Measuring device photo data
--- START ---
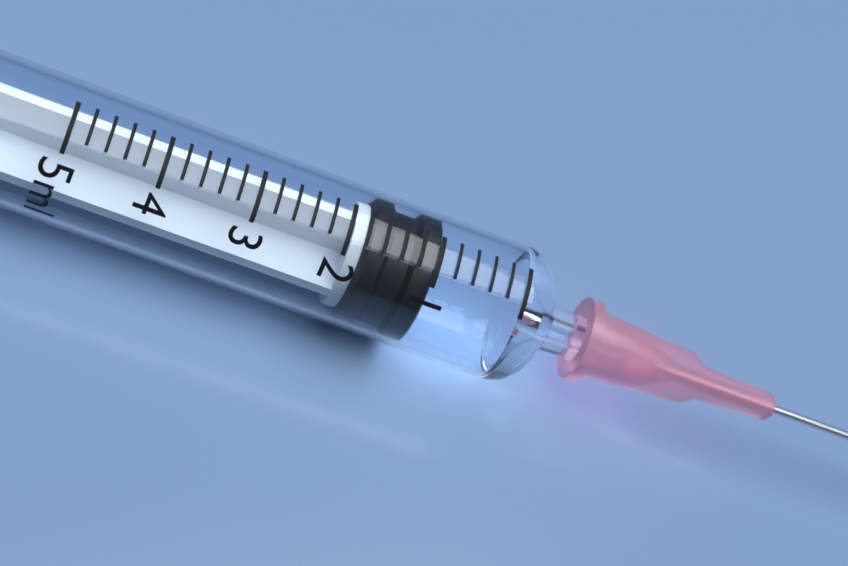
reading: 1.0 ml
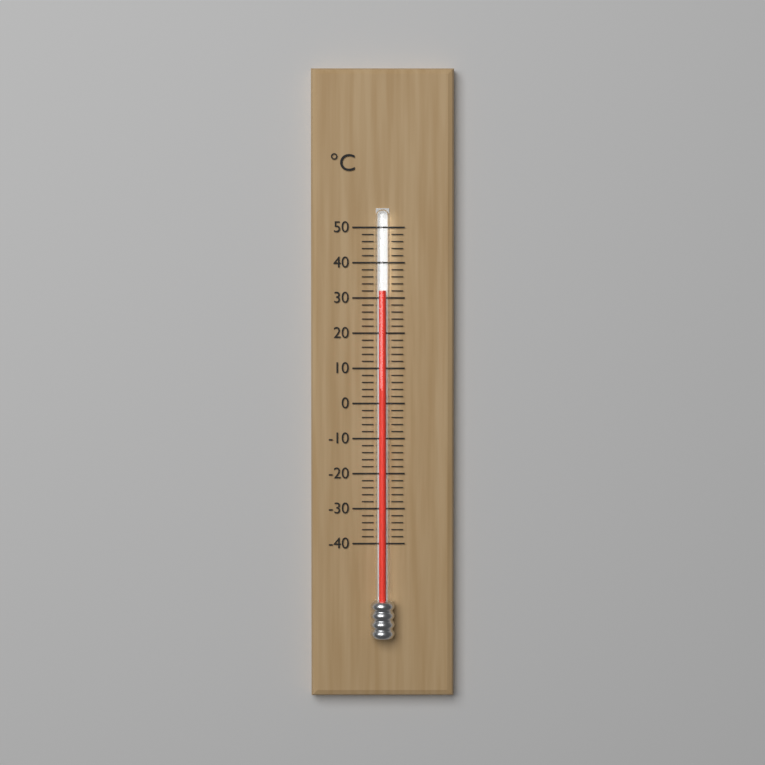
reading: 32 °C
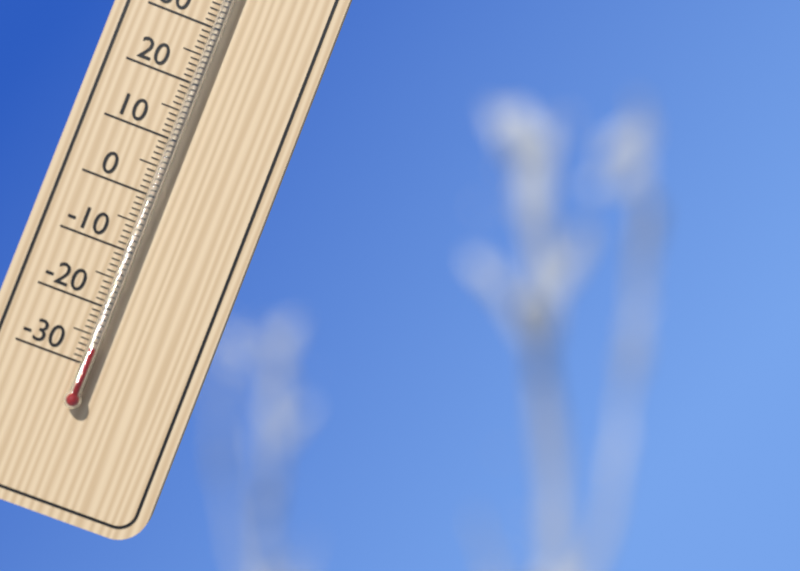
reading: -27 °C
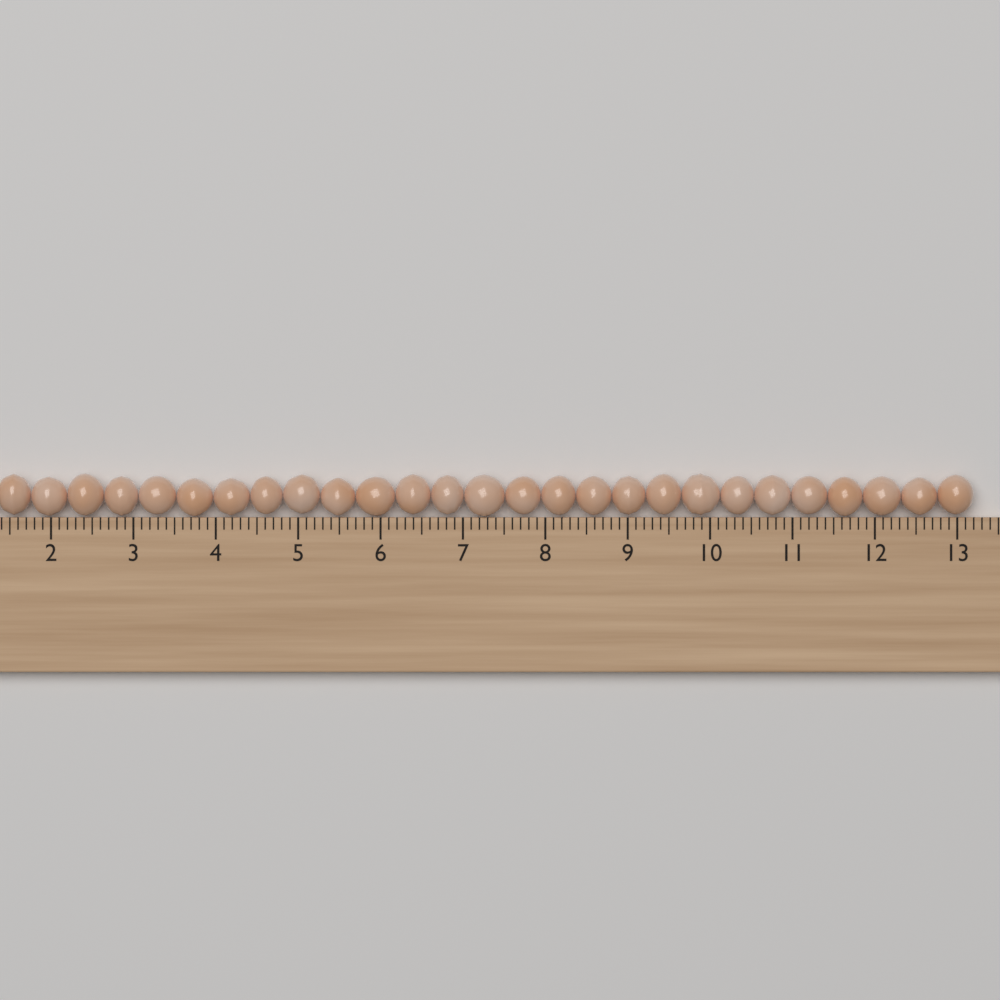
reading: 13.2 cm
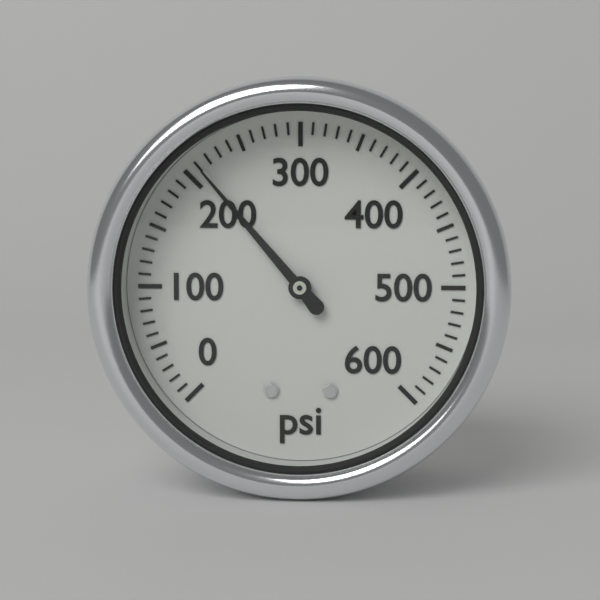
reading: 210 psi
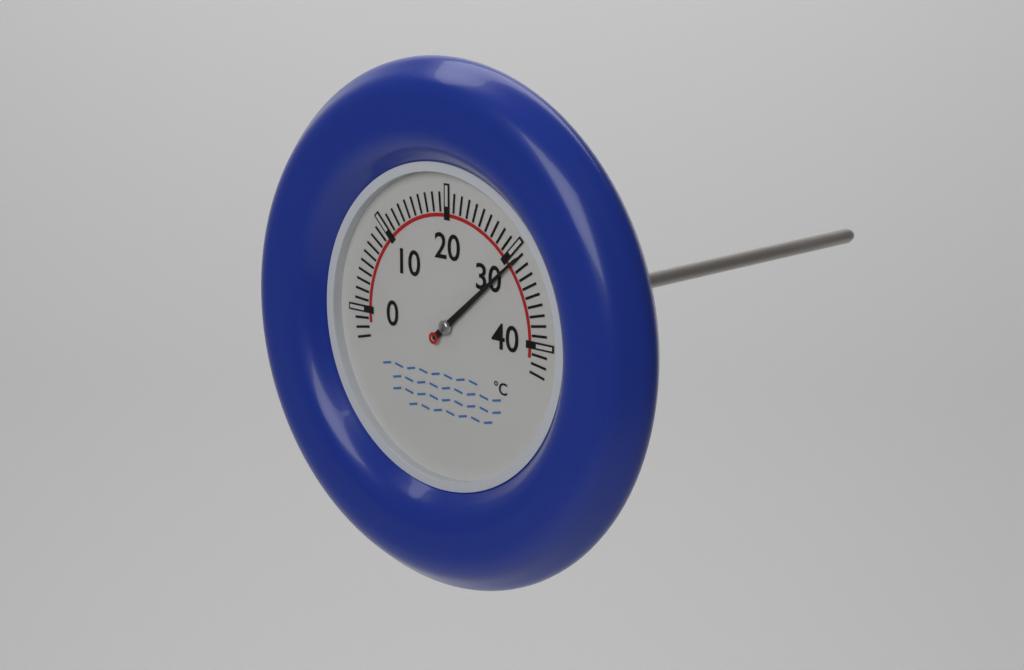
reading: 31 °C
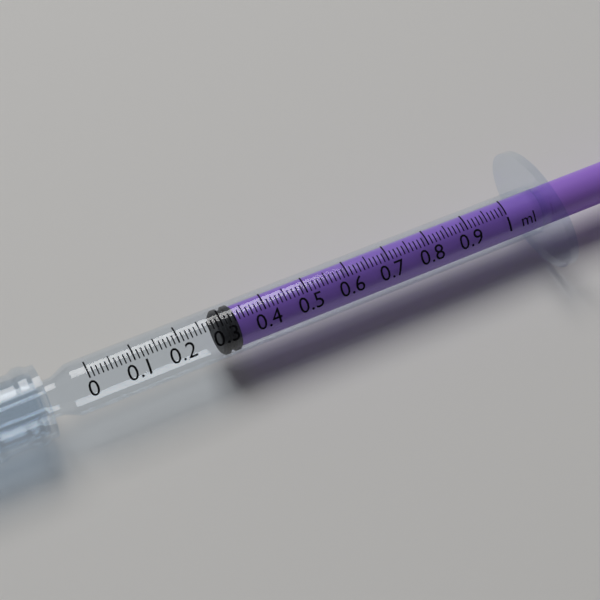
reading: 0.29 ml
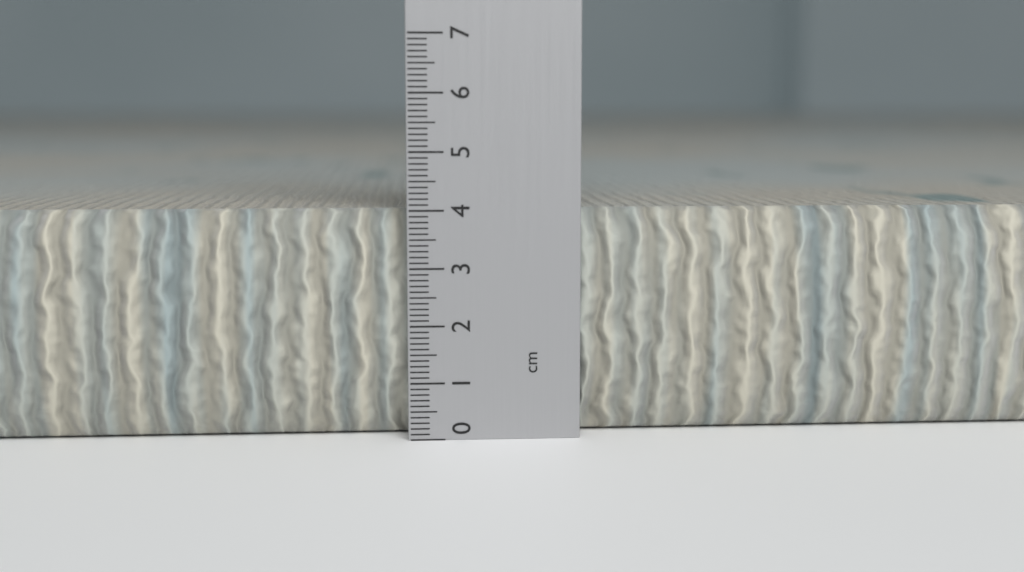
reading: 4.0 cm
--- END ---
The copy should begin at the line containing "reading: -27 °C" and end at the last line of the data above; please restate those lines word for word without the pictures.

reading: -27 °C
reading: 13.2 cm
reading: 210 psi
reading: 31 °C
reading: 0.29 ml
reading: 4.0 cm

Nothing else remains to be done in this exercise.